Writing, too, is an interiorised and interiorizing activity: you live with thoughts, and characters formed, like clay models, from bundles of thoughts, for months or years of your life.

So just living in Japan during my 20s, when the writer who I am was forming, was probably a useful form of isolation. The place itself filled a mental warehouse of raw material, including Dejima, which I'll probably draw from, to a greater or a lesser extent, for the rest of my life. Finally there are the writers as a result of being in Japan: Haruki Murakami, Tanizaki, Soseki, Mishima when he isn't being a homoerotic misogynist, Endo—good writers all. Japanese pop culture has kicked up some gifted fantasists, too—Taiichi Yamada (track down a book called Strangers if you're curious—I think you'll like it), Akutagawa, the director Hayao Miyazaki. Japan gets under the skin of the young, and it never quite comes out.

From member marvas: You were in The Netherlands to research The Thousand Autumns of Jacob de Zoet, do you think that the seventeenth century Dutch as you found them in your research were very different from the Dutch now? Is there such a thing as Dutchness? Why do you think it is that the Dutch used to travel the world in search of opportunity, whereas now they seem to be afraid of everything foreign and strange?

Big question, Marvas. First off, I'm no expert on the Dutch, but to attempt a very rough sketch, I'd say the Dutch can be as (comically) blunt as Germans, as pragmatic as Texans, as crafty as Klingons; and were as venal colonizers as the British, and often better organized with the resources available. They also knew how to set up and maintain a monopoly, from nutmeg to quinine. The modern Dutch, to my perhaps naive foreign eyes, seem to run their state along more principled lines. Sure, there are glaring exceptions, but compared to many other EU countries the Netherlands look pretty sane to me. The fact that the answer 'no' is not good enough an answer to your question 'Is there such a thing as Dutchness?' indicates to me that yes, there is such a thing as Dutchness. Tricky to define, and much cultural DNA is shared with the Germans and the Brits, but that doesn't mean Dutchness doesn't exist.

The Dutch used to travel the world in search of opportunity because nature gave them nothing but mud and storms—even the Romans didn't quite see the point of incorporating Batavia fully into their empire, right? So the Dutch had to invent new ways of making money: the stock exchange, the futures market, hydroengineering, harnessing wind power—not just for milling and drainage but for industrial processes like sawing; and a mercantile empire built on wholesale transportation between India, the East Indies and China.

What happened?
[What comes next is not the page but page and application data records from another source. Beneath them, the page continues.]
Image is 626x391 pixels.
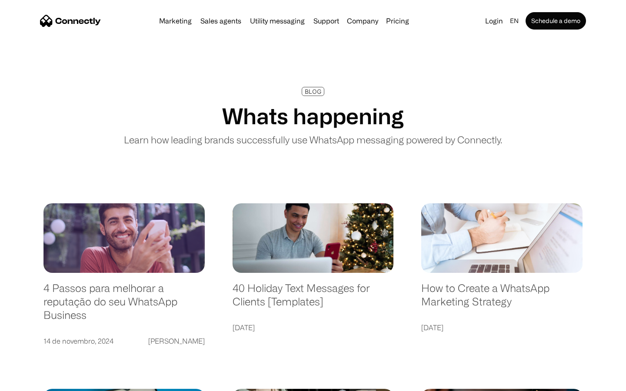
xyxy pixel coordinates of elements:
div: [PERSON_NAME] [148,335,205,347]
a: Utility messaging [247,17,308,24]
div: Company [347,15,378,27]
a: 40 Holiday Text Messages for Clients [Templates] [233,282,394,317]
a: Marketing [156,17,195,24]
div: 14 de novembro, 2024 [43,335,114,347]
div: [DATE] [421,322,444,334]
div: [DATE] [233,322,255,334]
a: How to Create a WhatsApp Marketing Strategy [421,282,583,317]
a: Schedule a demo [526,12,586,30]
a: Sales agents [197,17,245,24]
h1: Whats happening [222,103,404,129]
p: Learn how leading brands successfully use WhatsApp messaging powered by Connectly. [124,133,502,147]
div: BLOG [305,88,321,95]
a: Pricing [383,17,413,24]
div: en [510,15,519,27]
ul: Language list [17,376,52,388]
aside: Language selected: English [9,376,52,388]
a: Login [482,15,507,27]
a: Support [310,17,343,24]
a: 4 Passos para melhorar a reputação do seu WhatsApp Business [43,282,205,331]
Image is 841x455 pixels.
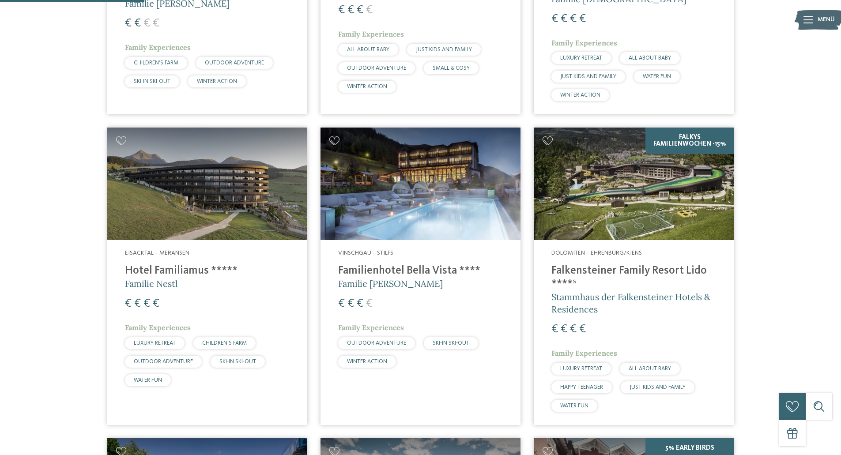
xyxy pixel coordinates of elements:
[643,74,671,79] span: WATER FUN
[551,291,710,315] span: Stammhaus der Falkensteiner Hotels & Residences
[560,403,588,409] span: WATER FUN
[107,128,307,240] img: Familienhotels gesucht? Hier findet ihr die besten!
[338,298,345,309] span: €
[628,366,671,372] span: ALL ABOUT BABY
[551,349,617,357] span: Family Experiences
[205,60,264,66] span: OUTDOOR ADVENTURE
[579,13,586,25] span: €
[551,38,617,47] span: Family Experiences
[219,359,256,365] span: SKI-IN SKI-OUT
[125,278,177,289] span: Familie Nestl
[366,298,372,309] span: €
[143,18,150,29] span: €
[320,128,520,240] img: Familienhotels gesucht? Hier findet ihr die besten!
[320,128,520,425] a: Familienhotels gesucht? Hier findet ihr die besten! Vinschgau – Stilfs Familienhotel Bella Vista ...
[560,366,602,372] span: LUXURY RETREAT
[347,340,406,346] span: OUTDOOR ADVENTURE
[125,43,191,52] span: Family Experiences
[629,384,685,390] span: JUST KIDS AND FAMILY
[125,323,191,332] span: Family Experiences
[347,298,354,309] span: €
[338,264,503,278] h4: Familienhotel Bella Vista ****
[560,74,616,79] span: JUST KIDS AND FAMILY
[347,84,387,90] span: WINTER ACTION
[143,298,150,309] span: €
[134,377,162,383] span: WATER FUN
[551,250,642,256] span: Dolomiten – Ehrenburg/Kiens
[432,65,470,71] span: SMALL & COSY
[416,47,472,53] span: JUST KIDS AND FAMILY
[534,128,733,425] a: Familienhotels gesucht? Hier findet ihr die besten! Falkys Familienwochen -15% Dolomiten – Ehrenb...
[125,298,132,309] span: €
[628,55,671,61] span: ALL ABOUT BABY
[347,359,387,365] span: WINTER ACTION
[570,323,576,335] span: €
[338,278,443,289] span: Familie [PERSON_NAME]
[134,340,176,346] span: LUXURY RETREAT
[125,18,132,29] span: €
[560,384,603,390] span: HAPPY TEENAGER
[551,323,558,335] span: €
[347,47,389,53] span: ALL ABOUT BABY
[134,60,178,66] span: CHILDREN’S FARM
[357,4,363,16] span: €
[134,298,141,309] span: €
[134,79,170,84] span: SKI-IN SKI-OUT
[357,298,363,309] span: €
[560,92,600,98] span: WINTER ACTION
[134,18,141,29] span: €
[197,79,237,84] span: WINTER ACTION
[338,323,404,332] span: Family Experiences
[560,13,567,25] span: €
[134,359,193,365] span: OUTDOOR ADVENTURE
[560,55,602,61] span: LUXURY RETREAT
[338,30,404,38] span: Family Experiences
[153,298,159,309] span: €
[551,13,558,25] span: €
[551,264,716,291] h4: Falkensteiner Family Resort Lido ****ˢ
[570,13,576,25] span: €
[107,128,307,425] a: Familienhotels gesucht? Hier findet ihr die besten! Eisacktal – Meransen Hotel Familiamus ***** F...
[432,340,469,346] span: SKI-IN SKI-OUT
[347,65,406,71] span: OUTDOOR ADVENTURE
[347,4,354,16] span: €
[579,323,586,335] span: €
[560,323,567,335] span: €
[153,18,159,29] span: €
[366,4,372,16] span: €
[338,4,345,16] span: €
[125,250,189,256] span: Eisacktal – Meransen
[202,340,247,346] span: CHILDREN’S FARM
[534,128,733,240] img: Familienhotels gesucht? Hier findet ihr die besten!
[338,250,393,256] span: Vinschgau – Stilfs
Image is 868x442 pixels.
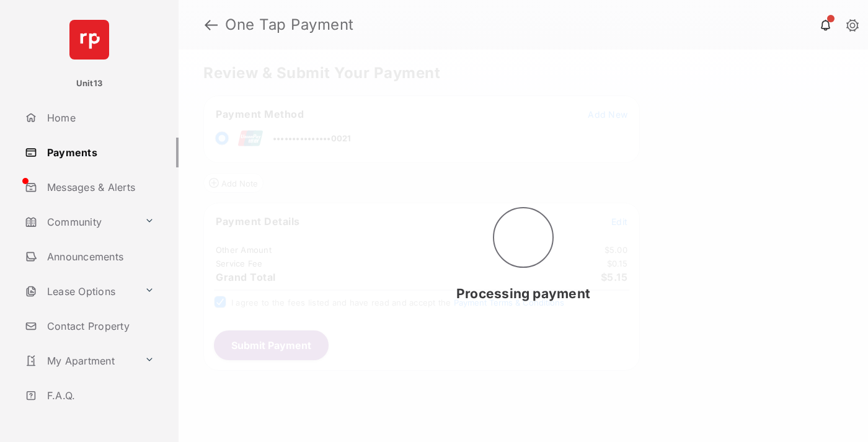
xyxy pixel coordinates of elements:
img: svg+xml;base64,PHN2ZyB4bWxucz0iaHR0cDovL3d3dy53My5vcmcvMjAwMC9zdmciIHdpZHRoPSI2NCIgaGVpZ2h0PSI2NC... [70,20,109,60]
a: Announcements [20,242,179,272]
a: Contact Property [20,311,179,341]
a: Home [20,103,179,132]
span: Processing payment [456,286,590,301]
a: My Apartment [20,346,139,376]
a: F.A.Q. [20,381,179,411]
a: Payments [20,137,179,167]
a: Messages & Alerts [20,172,179,202]
a: Lease Options [20,277,139,306]
strong: One Tap Payment [225,17,354,32]
a: Community [20,207,139,237]
p: Unit13 [76,78,103,90]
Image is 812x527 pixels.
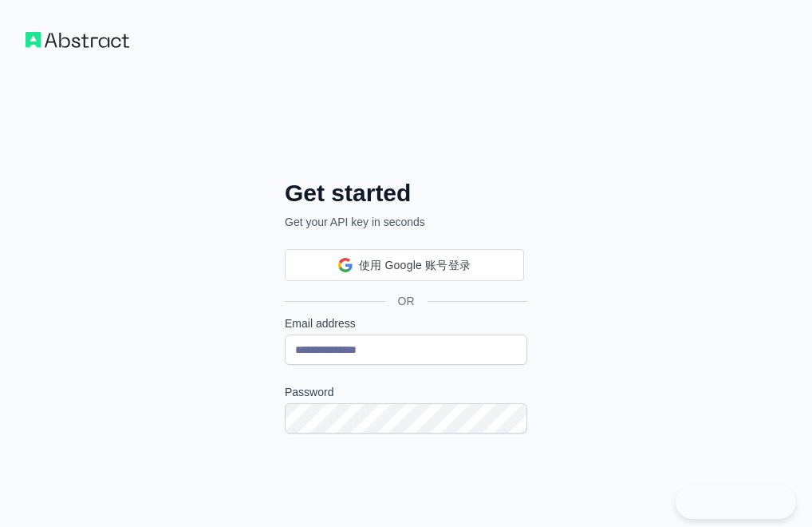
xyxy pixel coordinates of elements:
[676,485,796,519] iframe: Toggle Customer Support
[25,32,130,48] img: Workflow
[284,384,528,400] label: Password
[359,257,471,273] span: 使用 Google 账号登录
[284,315,528,331] label: Email address
[284,179,528,207] h2: Get started
[284,452,528,515] iframe: reCAPTCHA
[385,293,428,309] span: OR
[284,214,528,229] p: Get your API key in seconds
[284,249,524,281] div: 使用 Google 账号登录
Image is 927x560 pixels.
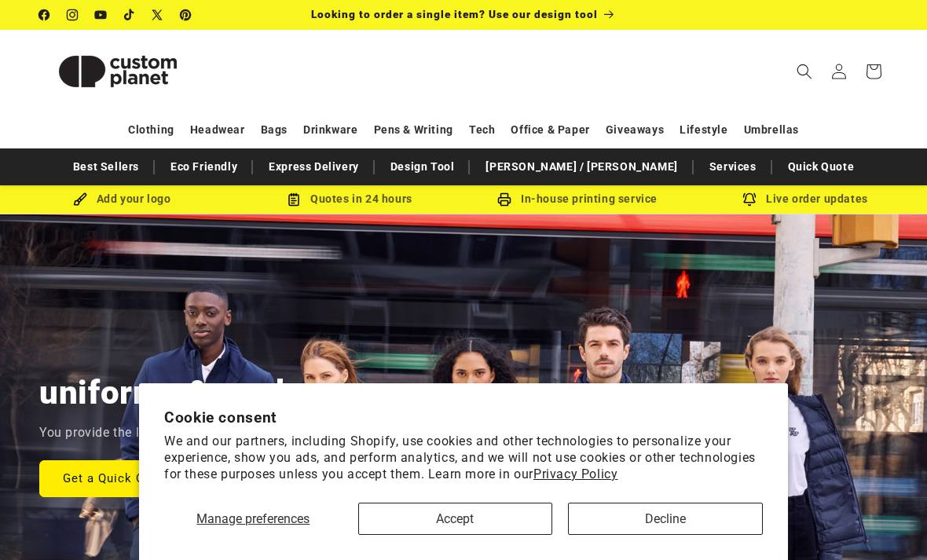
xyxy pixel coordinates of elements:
[605,117,664,144] a: Giveaways
[196,511,309,526] span: Manage preferences
[165,503,342,535] button: Manage preferences
[311,8,598,21] span: Looking to order a single item? Use our design tool
[464,189,691,209] div: In-house printing service
[691,189,919,209] div: Live order updates
[73,193,87,207] img: Brush Icon
[533,466,618,481] a: Privacy Policy
[374,117,453,144] a: Pens & Writing
[165,409,762,427] h2: Cookie consent
[469,117,495,144] a: Tech
[383,153,463,180] a: Design Tool
[701,153,764,180] a: Services
[65,153,147,180] a: Best Sellers
[848,485,927,560] iframe: Chat Widget
[163,153,245,180] a: Eco Friendly
[304,117,357,144] a: Drinkware
[236,189,464,209] div: Quotes in 24 hours
[568,503,762,535] button: Decline
[8,189,236,209] div: Add your logo
[287,193,301,207] img: Order Updates Icon
[260,153,367,180] a: Express Delivery
[190,117,245,144] a: Headwear
[34,30,203,112] a: Custom Planet
[743,193,757,207] img: Order updates
[358,503,553,535] button: Accept
[787,54,822,88] summary: Search
[39,459,195,496] a: Get a Quick Quote
[744,117,799,144] a: Umbrellas
[680,117,728,144] a: Lifestyle
[128,117,175,144] a: Clothing
[260,117,288,144] a: Bags
[39,36,196,107] img: Custom Planet
[165,433,762,482] p: We and our partners, including Shopify, use cookies and other technologies to personalize your ex...
[478,153,685,180] a: [PERSON_NAME] / [PERSON_NAME]
[497,193,511,207] img: In-house printing
[780,153,862,180] a: Quick Quote
[39,371,369,413] h2: uniforms & workwear
[39,422,256,444] p: You provide the logo, we do the rest.
[511,117,589,144] a: Office & Paper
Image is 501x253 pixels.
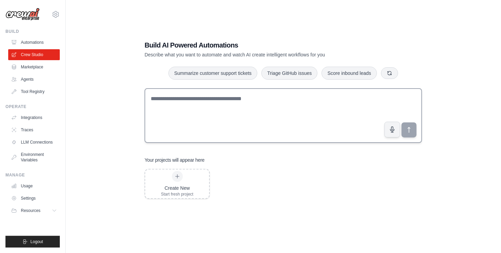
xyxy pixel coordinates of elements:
a: Traces [8,124,60,135]
a: Crew Studio [8,49,60,60]
a: LLM Connections [8,137,60,148]
a: Automations [8,37,60,48]
div: Build [5,29,60,34]
span: Logout [30,239,43,244]
button: Triage GitHub issues [261,67,318,80]
button: Click to speak your automation idea [384,122,400,137]
img: Logo [5,8,40,21]
h3: Your projects will appear here [145,157,205,163]
div: Operate [5,104,60,109]
button: Score inbound leads [322,67,377,80]
a: Tool Registry [8,86,60,97]
a: Settings [8,193,60,204]
a: Agents [8,74,60,85]
button: Summarize customer support tickets [168,67,257,80]
button: Get new suggestions [381,67,398,79]
div: Start fresh project [161,191,193,197]
div: Manage [5,172,60,178]
iframe: Chat Widget [467,220,501,253]
span: Resources [21,208,40,213]
button: Logout [5,236,60,247]
h1: Build AI Powered Automations [145,40,374,50]
a: Integrations [8,112,60,123]
button: Resources [8,205,60,216]
div: Create New [161,185,193,191]
a: Marketplace [8,62,60,72]
a: Usage [8,180,60,191]
p: Describe what you want to automate and watch AI create intelligent workflows for you [145,51,374,58]
a: Environment Variables [8,149,60,165]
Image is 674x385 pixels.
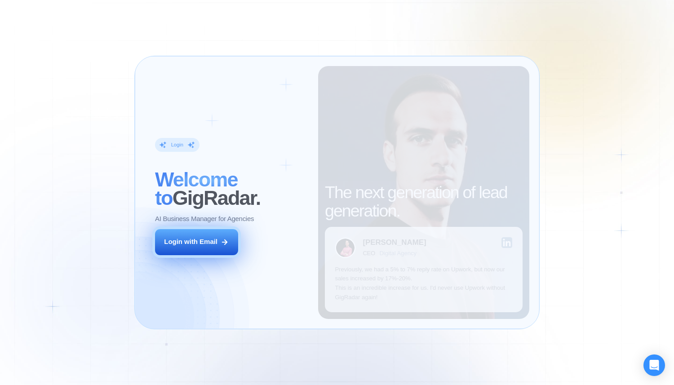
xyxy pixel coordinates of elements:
div: [PERSON_NAME] [363,239,426,247]
h2: The next generation of lead generation. [325,183,522,221]
h2: ‍ GigRadar. [155,170,308,208]
p: AI Business Manager for Agencies [155,214,254,224]
div: Login [171,142,183,148]
div: CEO [363,250,375,257]
p: Previously, we had a 5% to 7% reply rate on Upwork, but now our sales increased by 17%-20%. This ... [335,265,512,302]
button: Login with Email [155,229,239,255]
div: Open Intercom Messenger [643,354,665,376]
span: Welcome to [155,168,238,209]
div: Digital Agency [379,250,416,257]
div: Login with Email [164,237,217,247]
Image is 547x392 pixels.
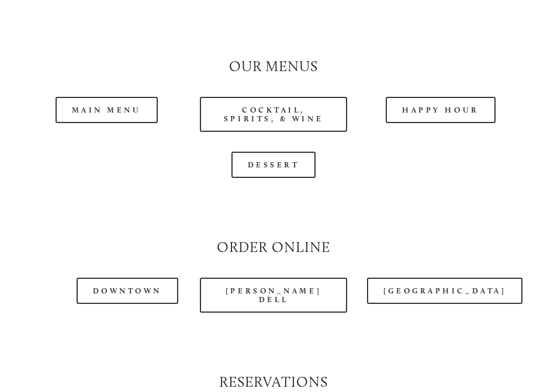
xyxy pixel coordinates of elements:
[200,278,347,313] a: [PERSON_NAME] Dell
[33,57,514,78] h2: Our Menus
[55,97,158,124] a: Main Menu
[367,278,523,305] a: [GEOGRAPHIC_DATA]
[232,153,316,178] a: Dessert
[76,278,178,305] a: Downtown
[33,238,514,259] h2: Order Online
[200,97,347,132] a: Cocktail, Spirits, & Wine
[385,97,495,124] a: Happy Hour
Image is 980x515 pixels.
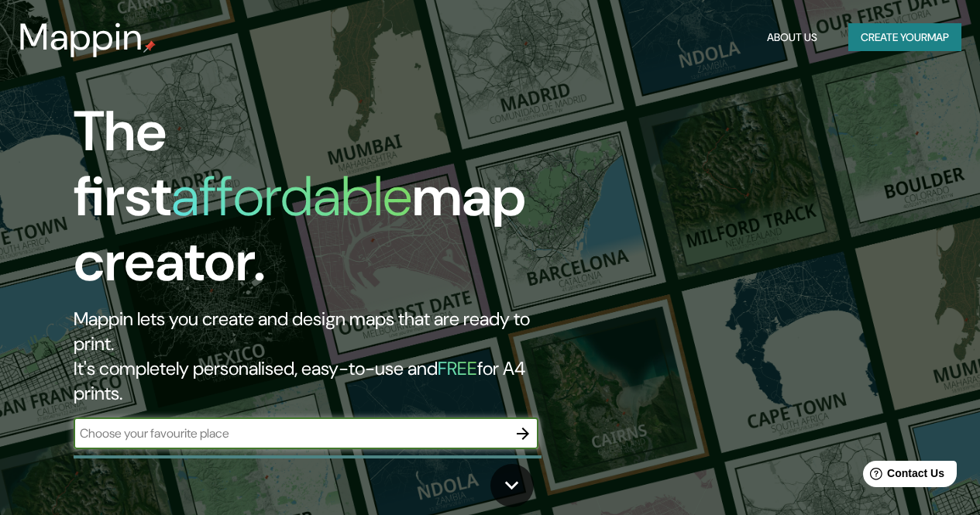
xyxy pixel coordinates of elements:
[842,454,963,497] iframe: Help widget launcher
[73,424,508,442] input: Choose your favourite place
[848,23,961,52] button: Create yourmap
[73,99,564,307] h1: The first map creator.
[144,40,156,53] img: mappin-pin
[761,23,824,52] button: About Us
[19,16,144,59] h3: Mappin
[73,307,564,406] h2: Mappin lets you create and design maps that are ready to print. It's completely personalised, eas...
[438,356,477,380] h5: FREE
[171,160,412,233] h1: affordable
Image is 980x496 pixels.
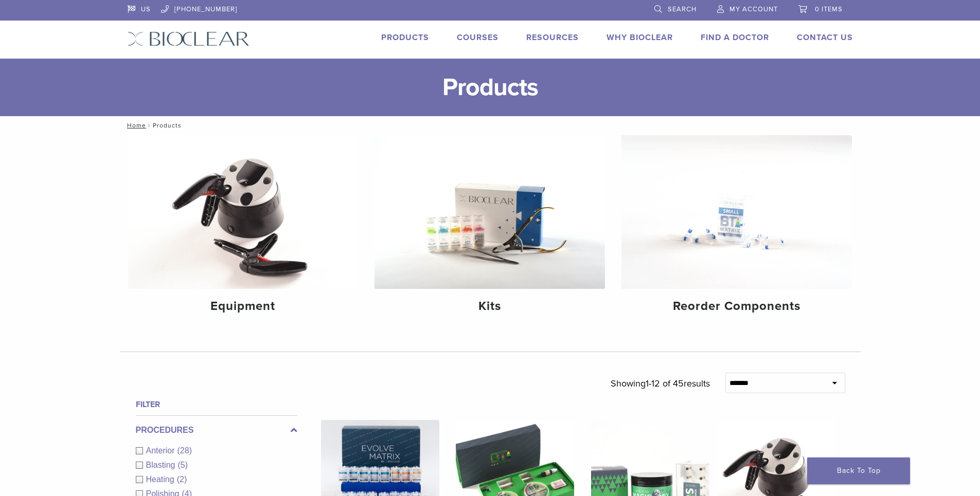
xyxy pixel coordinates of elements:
a: Home [124,122,146,129]
span: Heating [146,475,177,484]
h4: Kits [383,298,597,315]
h4: Filter [136,398,298,411]
span: 0 items [815,5,843,14]
span: My Account [730,5,778,14]
span: (28) [177,446,192,455]
a: Contact Us [798,32,854,42]
img: Bioclear [127,31,249,47]
label: Procedures [136,424,298,437]
a: Back To Top [808,458,910,484]
span: 1-12 of 45 [646,378,684,389]
a: Equipment [128,136,359,322]
img: Equipment [128,136,359,289]
a: Why Bioclear [607,32,673,42]
span: / [146,123,153,128]
span: (2) [177,475,188,484]
img: Reorder Components [622,136,852,289]
a: Reorder Components [622,136,852,322]
h4: Reorder Components [630,298,844,315]
img: Kits [375,136,605,289]
a: Products [381,32,429,42]
span: Blasting [146,460,178,470]
a: Kits [375,136,605,322]
h4: Equipment [137,298,350,315]
span: (5) [177,460,188,470]
a: Courses [457,32,499,42]
p: Showing results [611,373,710,394]
a: Find A Doctor [701,32,770,42]
nav: Products [120,116,861,135]
span: Anterior [146,446,177,455]
a: Resources [527,32,579,42]
span: Search [668,5,697,14]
The world changed, other countries caught up, the Javanese wanted their country back thank you very much, but that doesn't mean the Dutch now are 'afraid of everything foreign and strange'. If that were true, how come you all speak 3 or 4 languages?

And if you're referring of the Dutch withdrawal from that festering unwinnable murderous quagmire currently draining our dwindling resources, killing our soldiers, corroding our once-bright reputations as sane democracies in Afghanistan and self-evidently not Making Us Safer, well, I only wish the new British government could show as much good sense, however belatedly. Right, off my soapbox.

What's on YOUR bookshelf?

Recent past, right now and soon to be read: A House for Mr Biswas by VS Naipul; The Good Soldier Svejk by Jaroslav Hasek; Collapse by Jared Diamond; Rob Chapman's autobiography of Syd Barrett, A Very Irregular Head; Emily Dickinson's poems (by my bed so I can read some if I wake early and don't want to wake my wife by getting up); One Day by David Nicholls; Vincent van Gogh's letters; John le Carre's new one; re-reading my (freshly signed by the wonderful entity herself) copy of Ursula le Guin's The Left Hand of Darkness; The Voyage of Saint Brendan (in which the saint actually meets Judas Iscariot); Alberto Angela, One Day in the Life of Ancient Rome; Jim Crace, Being Dead; Andrew Smith, Moondust. Enough for now?